For businesses that sell to younger consumers (restaurants, entertainment, discretionary retail), the delinquency data suggests their customer base remains under financial stress even as the aggregate number improves.

Auto Loans Are the Story Within the Story

Auto loans dominate the consumer loan category at U.S. commercial banks. And auto loan performance tells a specific story: the pandemic-era used car bubble is still deflating.

Between 2020 and 2022, used car prices rose 40-50%. Lenders underwrote loans based on inflated values. Now those values have normalized, and borrowers who bought at the peak owe more than their vehicles are worth. Negative equity on an auto loan does not cause delinquency by itself, but it eliminates the option to sell the car and pay off the loan -- trapping borrowers in payments they may not be able to afford.

The good news: new auto loan originations are being underwritten at current (lower) values with tighter standards.
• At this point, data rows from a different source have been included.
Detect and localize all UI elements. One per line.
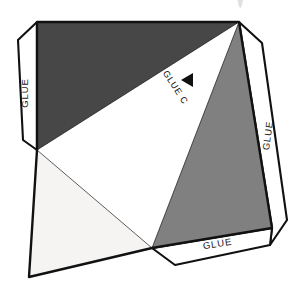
faint-top-mark — [238, 0, 244, 9]
glue-tab-left-label: GLUE — [19, 78, 30, 107]
papercraft-canvas: GLUE GLUE GLUE GLUE C — [0, 0, 303, 290]
net-diagram: GLUE GLUE GLUE GLUE C — [0, 0, 303, 290]
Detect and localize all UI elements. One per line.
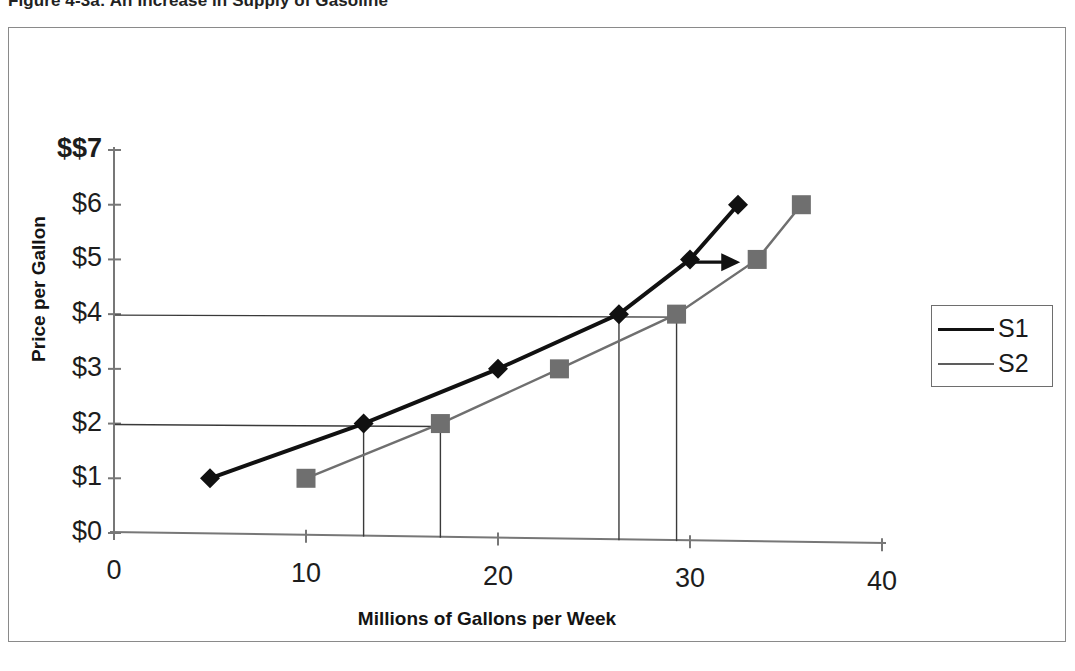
chart-legend: S1 S2 <box>931 305 1053 387</box>
legend-swatch-s2 <box>938 354 994 374</box>
y-tick-label-1: $1 <box>36 463 102 490</box>
x-axis-title: Millions of Gallons per Week <box>287 608 687 630</box>
y-tick-label-0: $0 <box>36 518 102 545</box>
legend-item-s1[interactable]: S1 <box>938 316 1046 341</box>
x-tick-label-40: 40 <box>852 568 912 595</box>
chart-frame <box>8 27 1066 642</box>
y-tick-label-7: $$7 <box>26 135 102 162</box>
x-tick-label-0: 0 <box>84 557 144 584</box>
x-tick-label-20: 20 <box>468 563 528 590</box>
y-axis-title: Price per Gallon <box>28 184 50 394</box>
y-tick-label-2: $2 <box>36 409 102 436</box>
legend-label-s2: S2 <box>998 351 1029 376</box>
figure-title: Figure 4-3a: An Increase in Supply of Ga… <box>8 0 388 11</box>
x-tick-label-30: 30 <box>660 565 720 592</box>
legend-item-s2[interactable]: S2 <box>938 351 1046 376</box>
x-tick-label-10: 10 <box>276 560 336 587</box>
legend-swatch-s1 <box>938 319 994 339</box>
legend-label-s1: S1 <box>998 316 1029 341</box>
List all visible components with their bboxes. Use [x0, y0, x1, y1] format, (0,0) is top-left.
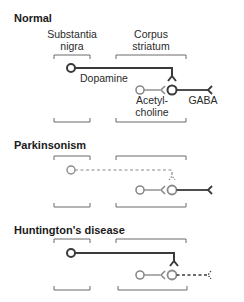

The pipeline of potentially troubled loans is shrinking as the 2020-2022 vintage seasons out. The bad news: that seasoning process has another 12-18 months to run.
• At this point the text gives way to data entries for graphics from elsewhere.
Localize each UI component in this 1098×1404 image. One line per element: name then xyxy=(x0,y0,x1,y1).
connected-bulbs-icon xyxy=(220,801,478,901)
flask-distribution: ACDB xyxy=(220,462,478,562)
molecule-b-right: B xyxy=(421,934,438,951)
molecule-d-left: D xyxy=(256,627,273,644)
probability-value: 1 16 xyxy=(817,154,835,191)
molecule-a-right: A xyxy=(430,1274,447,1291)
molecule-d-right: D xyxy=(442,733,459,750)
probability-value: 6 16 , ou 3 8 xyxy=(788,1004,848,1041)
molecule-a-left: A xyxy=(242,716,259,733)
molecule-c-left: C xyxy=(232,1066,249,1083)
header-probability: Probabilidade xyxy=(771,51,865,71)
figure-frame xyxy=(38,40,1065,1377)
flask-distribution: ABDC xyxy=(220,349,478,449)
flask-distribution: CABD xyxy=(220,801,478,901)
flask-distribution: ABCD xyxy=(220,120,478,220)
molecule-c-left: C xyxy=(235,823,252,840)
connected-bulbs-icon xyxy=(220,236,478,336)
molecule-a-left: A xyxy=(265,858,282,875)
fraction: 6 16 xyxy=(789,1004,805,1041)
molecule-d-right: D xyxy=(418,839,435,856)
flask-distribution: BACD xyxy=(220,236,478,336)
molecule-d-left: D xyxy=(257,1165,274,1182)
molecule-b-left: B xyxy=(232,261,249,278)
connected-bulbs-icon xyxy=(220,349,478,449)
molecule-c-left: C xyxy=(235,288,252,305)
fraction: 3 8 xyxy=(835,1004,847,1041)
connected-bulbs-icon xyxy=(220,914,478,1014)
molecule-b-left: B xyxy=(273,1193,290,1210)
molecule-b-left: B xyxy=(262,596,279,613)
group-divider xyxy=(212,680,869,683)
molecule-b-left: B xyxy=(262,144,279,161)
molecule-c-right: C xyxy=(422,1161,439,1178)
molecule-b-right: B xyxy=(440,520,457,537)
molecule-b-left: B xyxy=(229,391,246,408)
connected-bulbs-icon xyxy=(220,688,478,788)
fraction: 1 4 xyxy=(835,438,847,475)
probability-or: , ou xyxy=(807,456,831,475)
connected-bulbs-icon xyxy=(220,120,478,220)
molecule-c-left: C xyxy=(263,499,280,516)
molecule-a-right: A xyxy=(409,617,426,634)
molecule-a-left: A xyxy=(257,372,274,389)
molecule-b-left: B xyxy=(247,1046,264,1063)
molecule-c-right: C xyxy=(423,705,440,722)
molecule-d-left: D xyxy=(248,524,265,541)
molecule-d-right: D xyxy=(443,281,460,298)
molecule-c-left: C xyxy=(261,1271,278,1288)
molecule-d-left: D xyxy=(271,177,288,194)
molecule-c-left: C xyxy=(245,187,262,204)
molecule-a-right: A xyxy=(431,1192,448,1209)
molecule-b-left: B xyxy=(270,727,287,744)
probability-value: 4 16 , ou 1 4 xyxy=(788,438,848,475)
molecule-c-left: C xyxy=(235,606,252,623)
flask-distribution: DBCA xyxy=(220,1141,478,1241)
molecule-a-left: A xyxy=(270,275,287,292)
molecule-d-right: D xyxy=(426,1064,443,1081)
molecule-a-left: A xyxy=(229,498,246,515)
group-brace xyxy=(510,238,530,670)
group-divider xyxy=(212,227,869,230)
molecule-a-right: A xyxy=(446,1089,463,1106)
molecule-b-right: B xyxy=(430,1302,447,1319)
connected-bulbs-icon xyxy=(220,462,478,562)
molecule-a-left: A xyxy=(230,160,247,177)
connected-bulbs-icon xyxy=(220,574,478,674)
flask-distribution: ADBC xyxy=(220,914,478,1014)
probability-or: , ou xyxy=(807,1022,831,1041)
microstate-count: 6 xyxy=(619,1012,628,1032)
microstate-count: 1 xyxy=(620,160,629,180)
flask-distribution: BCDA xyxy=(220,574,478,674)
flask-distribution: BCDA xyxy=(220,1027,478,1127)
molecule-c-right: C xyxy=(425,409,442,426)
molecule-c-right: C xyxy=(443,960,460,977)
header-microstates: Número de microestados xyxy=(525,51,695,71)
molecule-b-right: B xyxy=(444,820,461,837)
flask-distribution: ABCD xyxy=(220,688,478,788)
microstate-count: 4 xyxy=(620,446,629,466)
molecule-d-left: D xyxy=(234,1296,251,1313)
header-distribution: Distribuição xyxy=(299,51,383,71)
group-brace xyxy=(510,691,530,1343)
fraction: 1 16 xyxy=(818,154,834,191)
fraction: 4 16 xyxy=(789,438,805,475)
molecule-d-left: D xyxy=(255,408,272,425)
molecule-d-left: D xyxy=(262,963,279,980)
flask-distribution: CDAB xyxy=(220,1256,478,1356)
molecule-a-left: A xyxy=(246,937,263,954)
What This Means for Businesses

If your customers need cars to get to work and those customers are under auto loan stress, your labor pool is at risk. If you sell to consumers who are choosing between making a car payment and dining out, your revenue is at risk. Consumer loan delinquency is not an abstract banking metric -- it is a signal about the spending power of your customer base.

Loan Delinquency Rates by Category -- Q4 2025

Consumer loans in context with other delinquency categories:

Loan Category Current Prior Qtr QoQ Change Year Ago YoY Change
Business Loans (C&I) 1.34% 1.33% +0.01pp 1.27% +0.07pp
Commercial Real Estate 1.58% 1.56% +0.02pp 1.56% +0.02pp
Consumer Loans 2.62% 2.71% -0.09pp 2.76% -0.14pp
Credit Cards 2.94% 2.98% -0.04pp 3.08% -0.14pp
All Loans (total) 1.48% 1.49% -0.01pp 1.53% -0.05pp

Frequently Asked Questions

What is the consumer loan delinquency rate today?

The consumer loan delinquency rate is 2.62% as of Q4 2025, per FRED series DRCLACBS. This includes auto loans, personal installment loans, and other consumer credit (excluding credit cards and real estate).

Are consumer loan delinquencies getting better or worse?

Improving. The rate has fallen from a recent peak near 2.77% to 2.62%, declining in 3 of the last 4 quarters. Year-over-year it is down 0.14pp.

Why do consumer delinquencies run higher than business loan delinquencies?

Consumer loans include auto loans and personal loans that are extended to a broader credit spectrum than commercial lending. Subprime auto lending, in particular, carries structurally higher delinquency rates.

What was the worst consumer delinquency rate on record?

The peak was 4.85% in Q2 2009 during the Great Recession, when unemployment surged past 10% and millions of consumers lost income simultaneously.

How do consumer loan delinquencies affect small businesses?

Consumer delinquencies signal household financial stress. When consumers are behind on car payments and personal loans, they cut discretionary spending. Restaurants, retailers, and service businesses feel the impact through lower sales volumes.

Where does consumer loan delinquency data come from?

Federal Reserve FRED series DRCLACBS. Published quarterly by the Board of Governors covering all FDIC-insured commercial banks. This is bank-held consumer loans only, not credit union or finance company portfolios.

Struggling with business debt?

Talk to a specialist who understands delinquency data and what it means for your financing options.